Semantic web queries/Interrogation du web sémantique in areas (2024-02-10)
Jérôme Euzenat, Beyond reproduction, experiments want to be understood, in: Proc. 2nd workshop on Scientific knowledge: representation, discovery, and assessment (SciK), Lyon (FR), pp774-778, 2022
The content of experiments must be semantically described. This topic has already been largely covered. However, some neglected benefits of such an approach provide more arguments in favour of scientific knowledge graphs. Beyond being searchable through flat metadata, a knowledge graph of experiment descriptions may be able to provide answers to scientific and methodological questions. This includes identifying non experimented conditions or retrieving specific techniques used in experiments. In turn, this is useful for researchers as this information can be used for repurposing experiments, checking claimed results or performing meta-analyses.
e-science, scientific knowledge graphs, semantic experiment description, semantic technologies
Jérôme David, Jérôme Euzenat, Pierre Genevès, Nabil Layaïda, Evaluation of query transformations without data, in: Proc. WWW workshop on Reasoning on Data (RoD), Lyon (FR), pp1599-1602, 2018
Query transformations are ubiquitous in semantic web query processing. For any situation in which transformations are not proved correct by construction, the quality of these transformations has to be evaluated. Usual evaluation measures are either overly syntactic and not very informative ---the result being: correct or incorrect--- or dependent from the evaluation sources. Moreover, both approaches do not necessarily yield the same result. We suggest that grounding the evaluation on query containment allows for a data-independent evaluation that is more informative than the usual syntactic evaluation. In addition, such evaluation modalities may take into account ontologies, alignments or different query languages as soon as they are relevant to query evaluation.

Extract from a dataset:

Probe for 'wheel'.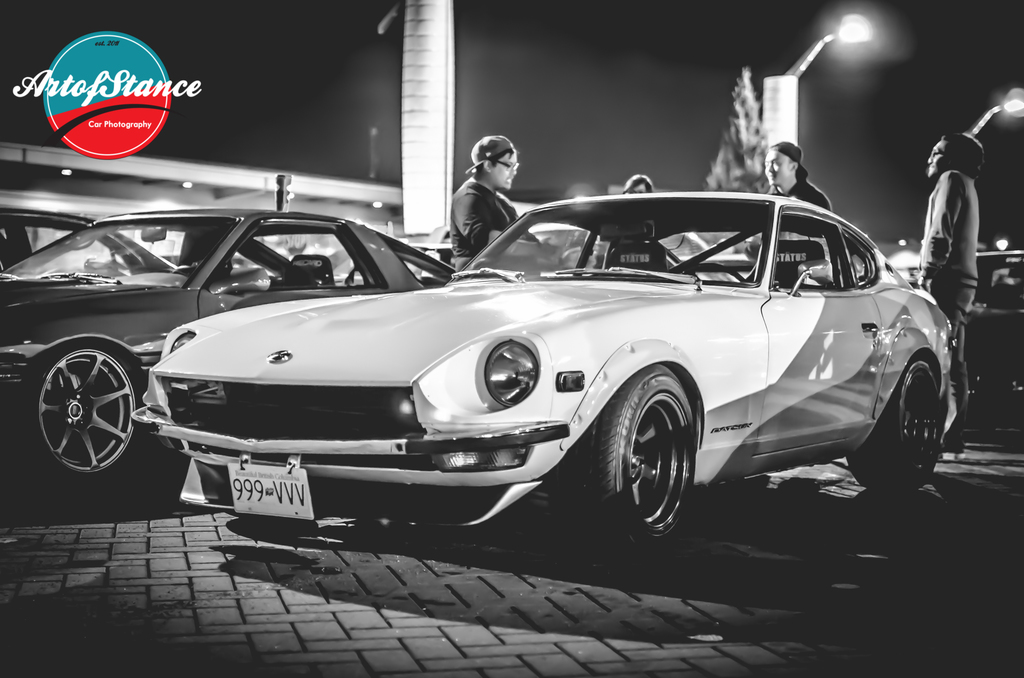
Probe result: region(842, 362, 947, 501).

Melisachew Wudage Chekol, Jérôme Euzenat, Pierre Genevès, Nabil Layaïda, SPARQL Query containment under schema, Journal on data semantics 7(3):133-154, 2018
Query containment is defined as the problem of determining if the result of a query is included in the result of another query for any dataset. It has major applications in query optimization and knowledge base verification. The main objective of this work is to provide sound and complete procedures to determine containment of SPARQL queries under expressive description logic schema axioms. Beyond that, these procedures are experimentally evaluated. To date, testing query containment has been performed using different techniques: containment mapping, canonical databases, automata theory techniques and through a reduction to the validity problem in logic. In this work, we use the latter technique to test containment of SPARQL queries using an expressive modal logic called mu-calculus. For that purpose, we define an RDF graph encoding as a transition system which preserves its characteristics. In addition, queries and schema axioms are encoded as mu-calculus formulae. Thereby, query containment can be reduced to testing validity in the logic. We identify various fragments of SPARQL and description logic schema languages for which containment is decidable. Additionally, we provide theoretically and experimentally proven procedures to check containment of these decidable fragments. Finally, we propose a benchmark for containment solvers which is used to test and compare the current state-of-the-art containment solvers.
SPARQL, Query containment, mu-Calculus
Marie-Christine Rousset, Manuel Atencia, Jérôme David, Fabrice Jouanot, Olivier Palombi, Federico Ulliana, Datalog revisited for reasoning in linked data, in: Giovambattista Ianni, Domenico Lembo, Leopoldo Bertossi, Wolfgang Faber, Birte Glimm, Georg Gottlob, Steffen Staab (eds), Proc. 13th International summer school on reasoning web (RW), Lecture notes in computer science 10370, 2017, pp121-166
Linked Data provides access to huge, continuously growing amounts of open data and ontologies in RDF format that describe entities, links and properties on those entities. Equipping Linked Data with inference paves the way to make the Semantic Web a reality. In this survey, we describe a unifying framework for RDF ontologies and databases that we call deductive RDF triplestores. It consists in equipping RDF triplestores with Datalog inference rules. This rule language allows to capture in a uniform manner OWL constraints that are useful in practice, such as property transitivity or symmetry, but also domain-specific rules with practical relevance for users in many domains of interest. The expressivity and the genericity of this framework is illustrated for modeling Linked Data applications and for developing inference algorithms. In particular, we show how it allows to model the problem of data linkage in Linked Data as a reasoning problem on possibly decentralized data. We also explain how it makes possible to efficiently extract expressive modules from Semantic Web ontologies and databases with formal guarantees, whilst effectively controlling their succinctness. Experiments conducted on real-world datasets have demonstrated the feasibility of this approach and its usefulness in practice for data integration and information extraction.